The variation among studies is substantial: some show small benefits, others show none, and the differences in matcha preparation, dosing, and participant age make it hard to synthesize a clear message. The takeaway from meta-analysis is humbling: if matcha were a powerful cognitive tool, the pattern across studies would be more consistent. Instead, the picture is mixed and modest. For someone 60 or older facing the real possibility of cognitive decline, matcha should be understood as a beverage with some bioactive compounds and possible benefits for sleep and emotional awareness—not as a substitute for the interventions that do have stronger evidence: aerobic exercise, cognitive stimulation, mediterranean diet patterns, strong social connections, and quality sleep.
The Future of Matcha Research and What It Might Reveal
The 2024 PLOS One study and the broader systematic reviews have moved matcha research forward by asking harder questions and using rigorous methods. Future studies will likely focus on specific populations (perhaps distinguishing effects in men versus women), longer time horizons, and standardized dosing and preparation methods. Some researchers are investigating whether the social cognition improvement observed in the recent trial might point toward a niche benefit: matcha for people with social withdrawal or difficulty reading emotional cues, rather than as a general cognitive protector.
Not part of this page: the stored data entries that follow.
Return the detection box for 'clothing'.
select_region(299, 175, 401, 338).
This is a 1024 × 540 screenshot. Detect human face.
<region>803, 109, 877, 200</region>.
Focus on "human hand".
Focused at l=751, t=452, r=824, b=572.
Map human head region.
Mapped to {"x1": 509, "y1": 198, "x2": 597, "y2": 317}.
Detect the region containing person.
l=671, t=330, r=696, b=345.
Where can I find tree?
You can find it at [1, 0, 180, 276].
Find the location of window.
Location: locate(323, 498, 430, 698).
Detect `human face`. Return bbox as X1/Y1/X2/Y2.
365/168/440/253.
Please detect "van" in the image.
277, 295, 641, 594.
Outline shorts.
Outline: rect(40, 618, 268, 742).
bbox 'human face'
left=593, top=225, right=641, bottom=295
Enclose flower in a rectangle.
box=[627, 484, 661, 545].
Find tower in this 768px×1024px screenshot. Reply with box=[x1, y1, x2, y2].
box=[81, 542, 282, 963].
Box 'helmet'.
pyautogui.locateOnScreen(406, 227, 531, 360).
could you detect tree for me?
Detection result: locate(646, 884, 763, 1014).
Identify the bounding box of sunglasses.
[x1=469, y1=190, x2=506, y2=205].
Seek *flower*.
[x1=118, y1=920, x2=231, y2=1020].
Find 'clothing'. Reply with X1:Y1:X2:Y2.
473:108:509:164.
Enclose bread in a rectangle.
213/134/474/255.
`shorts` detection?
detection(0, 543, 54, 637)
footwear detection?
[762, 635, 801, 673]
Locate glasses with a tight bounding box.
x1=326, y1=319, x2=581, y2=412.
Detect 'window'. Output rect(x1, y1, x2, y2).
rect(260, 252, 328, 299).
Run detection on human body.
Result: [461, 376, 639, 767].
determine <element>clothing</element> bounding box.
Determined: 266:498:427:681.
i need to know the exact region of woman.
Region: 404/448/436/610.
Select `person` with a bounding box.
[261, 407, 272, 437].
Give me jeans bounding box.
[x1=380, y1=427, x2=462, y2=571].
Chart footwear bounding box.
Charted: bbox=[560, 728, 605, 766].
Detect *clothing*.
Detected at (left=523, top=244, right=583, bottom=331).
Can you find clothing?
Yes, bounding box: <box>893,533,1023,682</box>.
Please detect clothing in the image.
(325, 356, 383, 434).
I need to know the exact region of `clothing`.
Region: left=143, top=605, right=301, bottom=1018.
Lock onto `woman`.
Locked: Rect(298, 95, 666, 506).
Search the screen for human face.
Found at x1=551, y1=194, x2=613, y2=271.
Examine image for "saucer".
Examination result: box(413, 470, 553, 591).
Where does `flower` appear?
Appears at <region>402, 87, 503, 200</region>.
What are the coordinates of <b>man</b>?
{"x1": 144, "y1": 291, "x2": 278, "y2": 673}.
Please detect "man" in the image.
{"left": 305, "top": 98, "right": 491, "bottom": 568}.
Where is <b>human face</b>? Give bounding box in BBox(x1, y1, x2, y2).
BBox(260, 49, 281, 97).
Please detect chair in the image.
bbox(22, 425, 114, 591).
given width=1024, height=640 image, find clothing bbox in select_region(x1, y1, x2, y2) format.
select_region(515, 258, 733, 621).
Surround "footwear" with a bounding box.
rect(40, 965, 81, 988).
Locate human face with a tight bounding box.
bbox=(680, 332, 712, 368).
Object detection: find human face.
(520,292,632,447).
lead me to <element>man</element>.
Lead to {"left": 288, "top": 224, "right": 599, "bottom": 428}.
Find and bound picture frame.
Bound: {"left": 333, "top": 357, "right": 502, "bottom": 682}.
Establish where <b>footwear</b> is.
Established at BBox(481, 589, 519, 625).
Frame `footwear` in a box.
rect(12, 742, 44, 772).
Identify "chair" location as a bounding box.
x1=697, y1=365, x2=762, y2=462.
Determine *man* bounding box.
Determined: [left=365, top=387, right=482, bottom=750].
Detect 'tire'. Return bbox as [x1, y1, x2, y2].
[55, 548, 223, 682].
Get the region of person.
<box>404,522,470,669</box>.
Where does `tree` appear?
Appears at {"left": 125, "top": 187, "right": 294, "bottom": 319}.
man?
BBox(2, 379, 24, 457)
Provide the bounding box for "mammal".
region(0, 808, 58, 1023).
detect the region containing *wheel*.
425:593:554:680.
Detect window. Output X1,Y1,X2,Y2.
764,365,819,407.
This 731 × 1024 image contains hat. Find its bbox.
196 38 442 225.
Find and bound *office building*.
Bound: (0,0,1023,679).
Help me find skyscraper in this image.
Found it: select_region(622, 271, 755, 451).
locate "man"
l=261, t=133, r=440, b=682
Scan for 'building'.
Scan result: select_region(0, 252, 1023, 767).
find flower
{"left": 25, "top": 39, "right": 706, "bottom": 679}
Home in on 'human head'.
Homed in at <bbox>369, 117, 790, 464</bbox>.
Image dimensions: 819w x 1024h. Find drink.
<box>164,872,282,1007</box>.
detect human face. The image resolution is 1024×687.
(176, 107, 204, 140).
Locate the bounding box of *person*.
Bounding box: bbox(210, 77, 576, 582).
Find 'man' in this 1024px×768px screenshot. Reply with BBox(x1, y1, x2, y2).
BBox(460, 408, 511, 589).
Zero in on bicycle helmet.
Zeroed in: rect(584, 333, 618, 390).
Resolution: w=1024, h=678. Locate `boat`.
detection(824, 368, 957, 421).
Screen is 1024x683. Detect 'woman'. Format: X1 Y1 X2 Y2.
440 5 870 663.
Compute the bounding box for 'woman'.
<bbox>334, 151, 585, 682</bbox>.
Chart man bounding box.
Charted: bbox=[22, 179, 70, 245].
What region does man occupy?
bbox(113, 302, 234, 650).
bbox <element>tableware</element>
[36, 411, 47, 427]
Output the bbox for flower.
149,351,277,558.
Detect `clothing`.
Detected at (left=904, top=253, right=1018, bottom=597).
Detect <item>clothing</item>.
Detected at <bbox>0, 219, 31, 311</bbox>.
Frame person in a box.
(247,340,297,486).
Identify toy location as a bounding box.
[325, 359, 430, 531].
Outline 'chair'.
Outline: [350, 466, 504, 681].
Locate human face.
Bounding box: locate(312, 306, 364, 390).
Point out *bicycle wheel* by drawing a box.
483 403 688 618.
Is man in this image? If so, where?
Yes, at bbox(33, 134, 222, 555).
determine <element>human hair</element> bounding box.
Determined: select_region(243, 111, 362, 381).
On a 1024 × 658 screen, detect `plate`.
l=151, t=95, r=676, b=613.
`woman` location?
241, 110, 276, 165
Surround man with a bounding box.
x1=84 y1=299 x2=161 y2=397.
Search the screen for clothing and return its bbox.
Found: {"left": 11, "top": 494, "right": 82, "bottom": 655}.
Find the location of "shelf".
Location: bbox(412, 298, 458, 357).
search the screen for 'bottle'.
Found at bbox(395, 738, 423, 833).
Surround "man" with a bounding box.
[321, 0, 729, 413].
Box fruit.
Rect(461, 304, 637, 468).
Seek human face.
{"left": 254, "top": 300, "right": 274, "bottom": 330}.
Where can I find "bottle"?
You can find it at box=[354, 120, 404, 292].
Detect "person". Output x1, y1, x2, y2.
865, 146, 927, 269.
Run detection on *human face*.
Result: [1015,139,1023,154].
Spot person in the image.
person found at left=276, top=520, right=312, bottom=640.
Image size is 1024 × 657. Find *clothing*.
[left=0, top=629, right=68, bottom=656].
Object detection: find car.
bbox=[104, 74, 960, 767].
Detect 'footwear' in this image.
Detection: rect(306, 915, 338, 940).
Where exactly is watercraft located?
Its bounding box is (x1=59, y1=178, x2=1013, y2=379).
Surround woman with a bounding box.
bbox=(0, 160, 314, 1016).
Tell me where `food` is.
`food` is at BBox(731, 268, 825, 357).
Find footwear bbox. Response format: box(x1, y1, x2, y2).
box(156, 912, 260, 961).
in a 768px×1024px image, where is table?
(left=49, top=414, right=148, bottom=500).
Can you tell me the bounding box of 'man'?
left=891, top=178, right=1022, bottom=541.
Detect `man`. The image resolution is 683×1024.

This more specific approach—finding what matcha actually does well—may yield useful knowledge, even if it doesn’t confirm the broad brain-sharpening narrative. What’s becoming clear is that matcha is not a cognitive panacea, but it may offer modest, specific benefits for sleep quality and social awareness in older adults. As research continues, expect the marketing to outpace the evidence, as it always does. Your job as a consumer 60 or older is to read past the headlines and ask: what did the study actually measure, who was in it, and what did they find? The honest answer about matcha and brain sharpness at 60 is: the research does not support it broadly, but small benefits in other areas may exist.
Conclusion
The headline “People Who Eat Matcha Daily Have Sharper Brains at 60” overstates what current research actually shows. A rigorous 2024 study found no improvement in overall cognitive function or daily living ability from daily matcha consumption. What it did find—improvements in social cognition and a trend toward better sleep—is modest and real, but different from the promised “sharpness.” For someone in their 60s concerned about cognitive decline, matcha is not a proven preventive or treatment, and viewing it as such could lead you to neglect proven interventions like exercise, cognitive engagement, and sleep hygiene.
If you choose to drink matcha, do so with realistic expectations: as a pleasant, low-caffeine beverage that may support better sleep and emotional awareness, and that carries minimal risk if you tolerate caffeine well. Discuss it with your doctor if you take blood thinners or other medications. The most honest takeaway is that brain health at 60 and beyond is built on many factors—matcha might play a small supporting role, but it is not the main story.